If you want a really good place to find out nutrition information about food, check out the USDA Nutrition Database
9:46 - Why Carrie's recipes don't have macros, and why recipes that have macro information are inaccurate
14:22 - Why My Fitness Pal and other tracking apps are not accurate
18:34 - Why Carrie's recipes don't have serving sizes
Any vegetarian recipes minus eggs and seafood?

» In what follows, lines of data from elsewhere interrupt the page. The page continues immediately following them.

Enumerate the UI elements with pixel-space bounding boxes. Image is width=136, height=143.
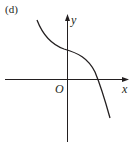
- y-axis-arrow-icon: [65, 14, 70, 21]
- function-curve: [37, 20, 110, 118]
- y-axis-label: y: [71, 14, 76, 26]
- origin-label: O: [55, 83, 64, 95]
- x-axis-label: x: [122, 83, 127, 95]
- panel-label: (d): [5, 4, 18, 15]
- graph-canvas: [0, 0, 136, 143]
- graph-figure: (d) y x O: [0, 0, 136, 143]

Hi, I am brand new to Keto and my DR. has said I MUST lose weight. She wants me to plan my meals for the week and for each day around a certain number of carbs but with some calorie limit. She said not to go below 30 carbs for the day nor above 1300 to 1500 calories and she would agree to letting me try a modified Keto. She approves of all the subs in flours, fats and oils, etc. I have read some of your wonderful recipes and would love to use them for planning for the week, i.e. also grocery shopping, but without know what the macros are for each recipe, I have to spend FOREVER on the computer looking up each item individually even from a good source for that info. I JUST DO NOT HAVE THAT KIND OF TIME AVAILABLE! If you put the info in for us, I could just pick recipes, put them together according to my limits and have everything done! Then go shopping for the ingredients included. I know there are “menu plan sites” that do this, but I am finding either I or my husband does not like those foods, or I am just not in the mood for them. I would rather find recipes that sound yummy TO ME, select the ones I want for the week and shop and prepare from there. Won’t you PLEASE RECONSIDER your take on this. It would be SO HELPFUL (!) and would cause me to come to YOUR SITE MUCH MORE OFTEN for recipes and guidance. PLEASE, PLEASE PL…E…A..S..E????????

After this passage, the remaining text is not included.